Enterprise applications like SAP, PeopleSoft, or Siebel, on the other hand, are strategic in nature. To deploy one, you have to plan (a lot), budget, initiate a project, and assign people. If you're successful (and I stress if), you will have automated major parts of your business, cut your operations costs, and increased your ability to monitor your critical business processes. On the other hand, you may have also just set in stone the business process that the SVP of Sales will want to change the week after the project ends. Most enterprise applications installations are so painful that the last thing you want to do once its over is change anything.

And the second one, a diatribe from Jonathan Schwartz (which is conveniently skewed towards Sun's products, but good anyway):

I was recently with a customer in the retail industry that continues to run its own private Linux distribution. The distro was developed a couple years ago, by a team that stepped off the beaten path for good reason (at the time) - that same development team now owns maintaining the distro, and making decisions about whether to replace it. As time has moved on, the customer has found no major ISV willing to certify to their private distro (without a check, that is - we declined the opportunity to port our Identity engines), and the team involved has found themselves buried with support obligations - driving more resource requirements while the parent company is looking to prune costs. I've seen a number of companies in this predicament (a few on Wall Street, btw).
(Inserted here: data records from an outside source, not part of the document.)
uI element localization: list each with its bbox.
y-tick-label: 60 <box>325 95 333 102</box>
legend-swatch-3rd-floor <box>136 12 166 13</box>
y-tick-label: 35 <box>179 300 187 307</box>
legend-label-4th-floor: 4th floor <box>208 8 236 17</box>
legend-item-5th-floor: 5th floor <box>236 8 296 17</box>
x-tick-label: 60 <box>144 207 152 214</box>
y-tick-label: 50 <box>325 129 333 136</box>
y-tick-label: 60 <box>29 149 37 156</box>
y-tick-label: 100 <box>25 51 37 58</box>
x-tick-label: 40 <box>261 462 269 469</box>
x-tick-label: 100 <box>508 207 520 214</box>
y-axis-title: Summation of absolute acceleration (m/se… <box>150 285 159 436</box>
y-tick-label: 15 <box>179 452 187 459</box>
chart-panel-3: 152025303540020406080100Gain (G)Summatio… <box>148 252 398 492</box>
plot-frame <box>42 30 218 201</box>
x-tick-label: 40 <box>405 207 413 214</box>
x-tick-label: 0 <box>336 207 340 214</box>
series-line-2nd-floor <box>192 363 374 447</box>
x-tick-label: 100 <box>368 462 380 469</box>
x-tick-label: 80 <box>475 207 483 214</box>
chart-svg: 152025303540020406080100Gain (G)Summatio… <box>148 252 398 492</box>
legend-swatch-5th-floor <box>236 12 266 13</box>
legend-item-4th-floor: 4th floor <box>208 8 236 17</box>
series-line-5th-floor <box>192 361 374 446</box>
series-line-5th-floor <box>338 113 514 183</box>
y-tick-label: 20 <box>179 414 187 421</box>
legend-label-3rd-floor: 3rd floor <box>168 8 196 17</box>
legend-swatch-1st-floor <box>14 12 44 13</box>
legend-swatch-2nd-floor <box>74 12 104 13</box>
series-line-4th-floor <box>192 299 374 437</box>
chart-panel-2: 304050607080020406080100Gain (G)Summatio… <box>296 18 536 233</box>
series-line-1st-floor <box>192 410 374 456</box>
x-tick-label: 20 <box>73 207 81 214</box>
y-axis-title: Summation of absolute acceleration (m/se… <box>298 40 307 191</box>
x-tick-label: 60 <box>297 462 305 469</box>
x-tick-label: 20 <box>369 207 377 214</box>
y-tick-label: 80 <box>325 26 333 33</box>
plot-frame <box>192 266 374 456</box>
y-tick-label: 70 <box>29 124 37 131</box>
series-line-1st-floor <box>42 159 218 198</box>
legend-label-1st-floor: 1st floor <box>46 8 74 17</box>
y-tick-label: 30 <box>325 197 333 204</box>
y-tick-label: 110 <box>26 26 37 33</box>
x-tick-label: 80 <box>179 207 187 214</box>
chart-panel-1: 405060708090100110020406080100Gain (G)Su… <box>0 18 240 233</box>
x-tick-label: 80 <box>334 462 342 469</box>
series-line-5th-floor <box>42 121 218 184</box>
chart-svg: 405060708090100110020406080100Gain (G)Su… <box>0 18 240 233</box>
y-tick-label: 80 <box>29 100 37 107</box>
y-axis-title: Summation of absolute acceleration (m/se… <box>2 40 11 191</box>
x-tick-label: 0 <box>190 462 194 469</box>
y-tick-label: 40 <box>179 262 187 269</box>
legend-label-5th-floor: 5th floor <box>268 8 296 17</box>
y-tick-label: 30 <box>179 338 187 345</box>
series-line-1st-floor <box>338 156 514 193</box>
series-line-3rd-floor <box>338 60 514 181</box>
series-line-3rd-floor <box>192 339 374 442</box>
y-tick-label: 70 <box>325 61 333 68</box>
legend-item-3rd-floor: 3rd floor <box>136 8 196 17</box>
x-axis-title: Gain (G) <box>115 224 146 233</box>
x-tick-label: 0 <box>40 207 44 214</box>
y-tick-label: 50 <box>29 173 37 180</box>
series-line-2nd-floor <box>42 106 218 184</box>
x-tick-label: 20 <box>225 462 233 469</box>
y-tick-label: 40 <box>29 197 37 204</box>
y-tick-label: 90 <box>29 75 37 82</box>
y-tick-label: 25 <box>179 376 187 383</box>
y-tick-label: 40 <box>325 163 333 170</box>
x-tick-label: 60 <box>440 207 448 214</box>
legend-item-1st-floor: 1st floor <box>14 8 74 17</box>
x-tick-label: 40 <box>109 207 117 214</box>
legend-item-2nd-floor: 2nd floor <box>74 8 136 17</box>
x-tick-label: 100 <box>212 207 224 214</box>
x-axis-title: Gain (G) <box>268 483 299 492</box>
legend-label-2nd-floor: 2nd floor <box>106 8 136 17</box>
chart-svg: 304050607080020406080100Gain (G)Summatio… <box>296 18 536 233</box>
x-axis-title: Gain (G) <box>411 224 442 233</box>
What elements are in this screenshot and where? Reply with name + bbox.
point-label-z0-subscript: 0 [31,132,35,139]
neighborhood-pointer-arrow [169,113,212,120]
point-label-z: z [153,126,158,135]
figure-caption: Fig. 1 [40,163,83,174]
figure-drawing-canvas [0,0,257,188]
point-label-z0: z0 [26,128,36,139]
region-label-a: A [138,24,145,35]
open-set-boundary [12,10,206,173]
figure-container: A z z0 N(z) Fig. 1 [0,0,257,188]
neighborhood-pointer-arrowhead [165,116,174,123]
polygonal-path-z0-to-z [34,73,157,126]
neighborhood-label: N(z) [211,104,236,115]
My view, in this instance, is the "private distro" mud path should be paved with a commercial product, on the assumption Sun, Red Hat or Microsoft will all outinvest and outsupport the dedicated team - and bring with them a bevy of already certified ISV's. But neither the team, nor their management, will hear any of this. "Our OS costs less than Solaris, it's free." Right, free like a puppy.

Consider another example - a packaged goods company deploying a large scale enterprise application, that failed to resist the tempation to customize their implementation. Their customization looked convenient (the end users will get "exactly what they want") - but such customization actually ends up creating bad hair days for CIO's (and CFO's) that linger for years. As with the custom distro, a custom SAP or Siebel or Amdocs deployment is vastly more expensive to support than a "standard" off the shelf implementation. The short cut, even paved over with a "commercial off the shelf" product, stays pretty muddy.

The decision on this matter is not easy as there are situations in which it is desirable to go custom-build way, and others in which off-the-shelf is a clear preference. The tricky bit is that what essentially a question of TCO is touching some deeply hidden cultural preferences and tends to escalate into holy wars.

Posted by Jiri at 11:10 AM | TrackBack

Why is it so easy to protect the status quo, even when the status quo isn't so great?

Great post from Seth Godin on why people are generally against change even if the change means making things better.